The transgender part is the far more obvious matter of a male proclaiming to be and behaving similarly to a woman being treated differently from a female being... Well, treating them differently for similar behavior on the basis of sex. Within the space where discrimination is criminalized, you cannot treat them differently if they are behaving similarly, and so transgender persons making attempts at "passing" as the other sex must be treated the same for matters discrimination is forbidden in.
 

prinCZess

Warrior, Writer, Performer, Perv
If you are writing your own comment, make sure to write ATF 2021R-08 in your comment, as comments that do not use that phrase may be discarded. If you do own a stabilizing brace I'm not sure whether or not you should mention that in the comment regarding personal impact, because the comment does have to have your name attached to be read IIRC.
As I understand/read things (could be wrong), comments require the 'ATF 2021R-08' be referenced and have a name and mailing address included to qualify for official review/potential-response.
Which is kind of a shitty level of self-exposure to put people under for anything publicly-available on the internet. But it is what it is.

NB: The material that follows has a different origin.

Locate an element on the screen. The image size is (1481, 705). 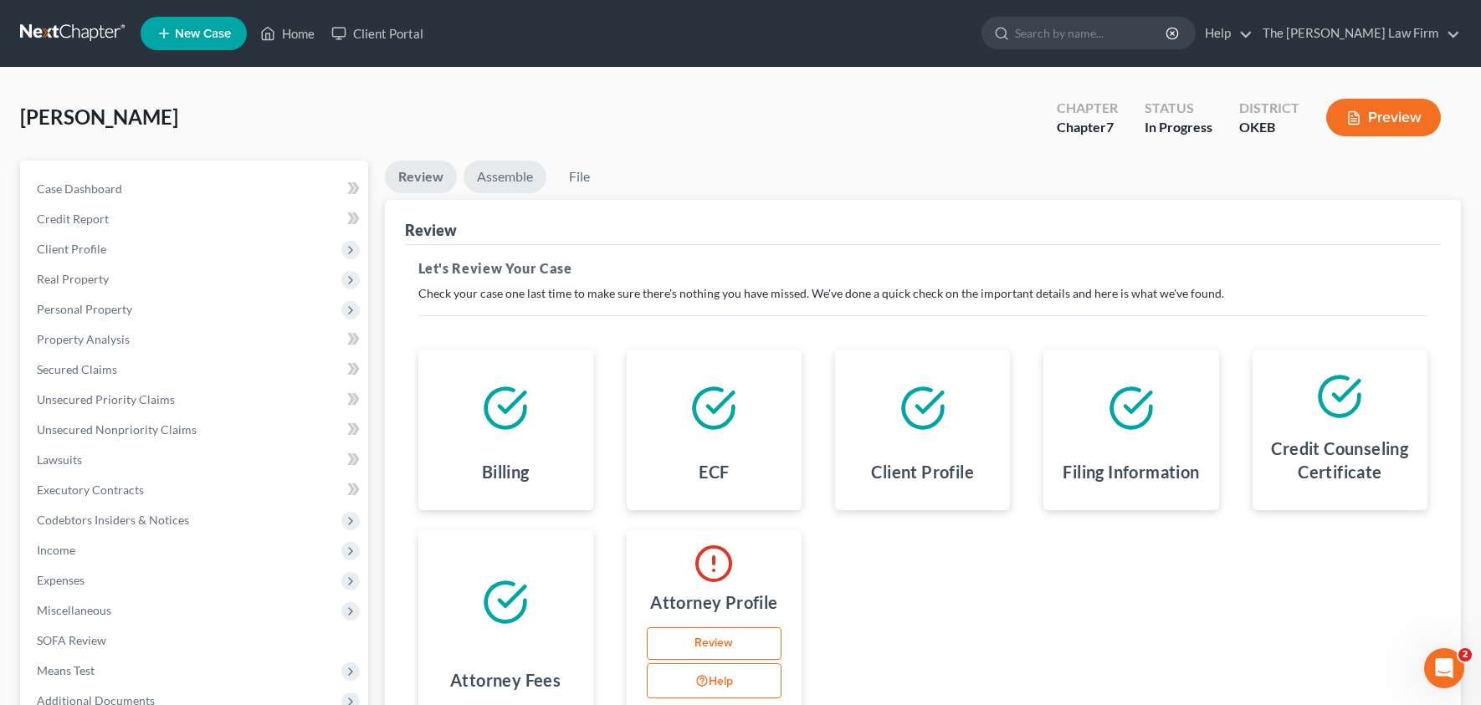
div: Status is located at coordinates (1178, 108).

I'm poking at a lengthier comment to make and would encourage others to do the same (since, last I checked, there is somewhat of a dearth of 'fuck you fedboys' pathos being expressed so hitting the other side of the spectrum seems worthwhile), but the GOA's prepared statement isn't bad for a starter and general-purpose expression of disfavor.
 

Abhorsen

Local Degenerate
Moderator
Staff Member
Comrade
Osaul
'm poking at a lengthier comment to make and would encourage others to do the same (since, last I checked, there is somewhat of a dearth of 'fuck you fedboys' pathos being expressed so hitting the other side of the spectrum seems worthwhile), but the GOA's prepared statement isn't bad for a starter and general-purpose expression of disfavor.
Don't just copy the GOA's though, or they don't need extra time to del with your response. Try to make it as different and unique as possible, and leave out profanity.
 

Bacle

When the effort is no longer profitable...
Founder
I like to think that most cops are good people doing a thankless job. They usually don't make the news unless they've screwed up in some newsworthy way. You're never going to hear about the ones who do stuff like giving a homeless man her lunch instead of a citation unless you happen to know the homeless man and he feels like sharing the story.
Except you do hear about them, people just don't pay attention to it on a national level most of the time.

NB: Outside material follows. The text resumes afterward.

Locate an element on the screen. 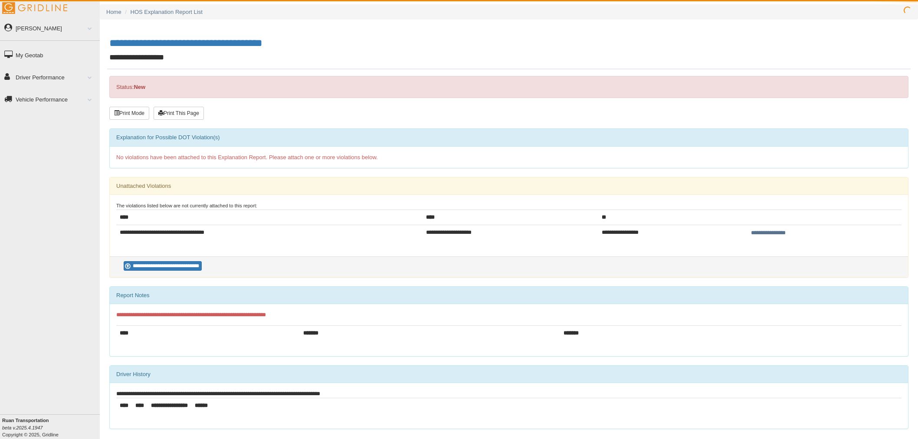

I used to believe most cops were good people like you do, and I think it is a rather thankless job many times.

However, like with many things, the Wu Flu exposed the corruption of America's LEO agencies.

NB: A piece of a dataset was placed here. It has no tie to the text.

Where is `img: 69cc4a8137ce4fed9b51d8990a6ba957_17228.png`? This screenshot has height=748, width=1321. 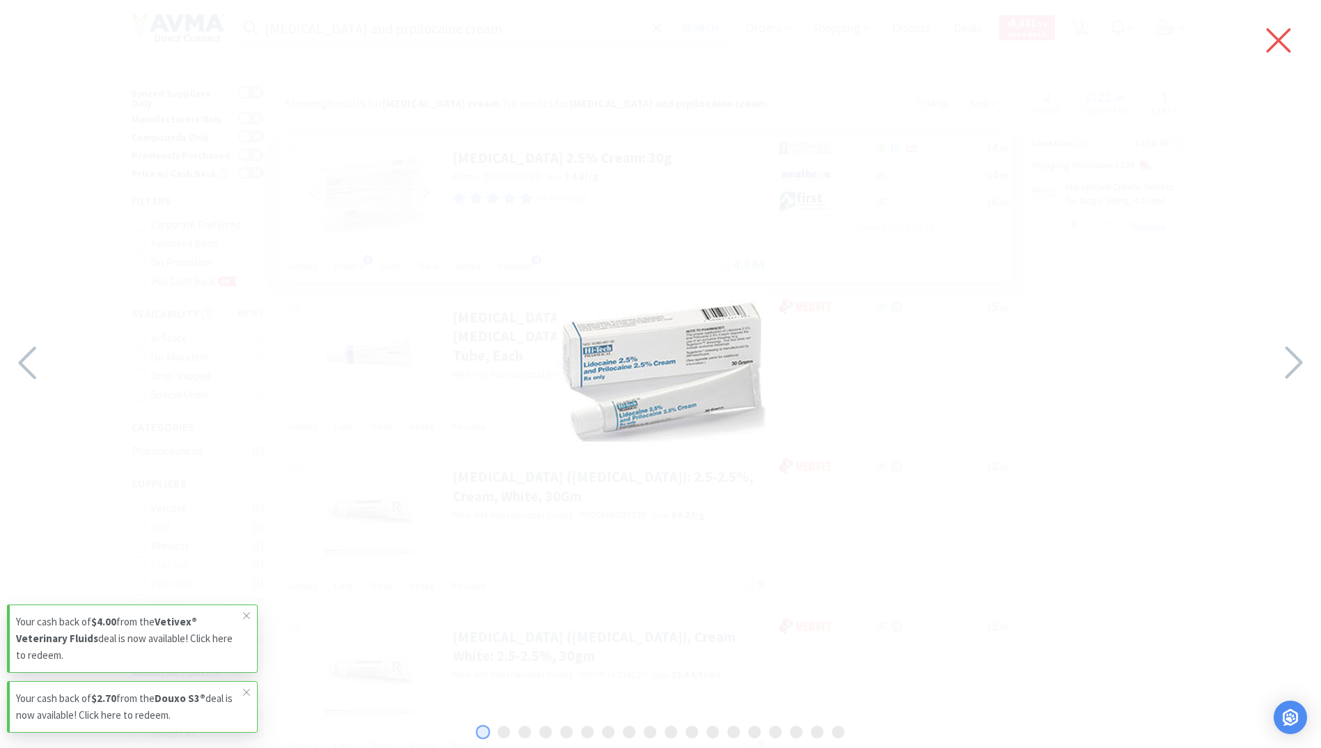
img: 69cc4a8137ce4fed9b51d8990a6ba957_17228.png is located at coordinates (661, 370).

Now...now I think for every good cop in the force, we have a dozen officers more loyal to their paycheck than the Constitution, a few using it as a stepping stone to more power, and few using it so they can legally act as bullies.

And that's before you get to the Federal level, where the shady shit the FBI has been linked to just keeps growing.

This is part of why I have accepted we live in a banana republic now, because the facades have all come off over the last year or so.
 

Cherico

Well-known member
Except you do hear about them, people just don't pay attention to it on a national level most of the time.

I used to believe most cops were good people like you do, and I think it is a rather thankless job many times.

However, like with many things, the Wu Flu exposed the corruption of America's LEO agencies.

Now...now I think for every good cop in the force, we have a dozen officers more loyal to their paycheck than the Constitution, a few using it as a stepping stone to more power, and few using it so they can legally act as bullies.

And that's before you get to the Federal level, where the shady shit the FBI has been linked to just keeps growing.

This is part of why I have accepted we live in a banana republic now, because the facades have all come off over the last year or so.

The FBI didn't become shady it started that way and stayed that way.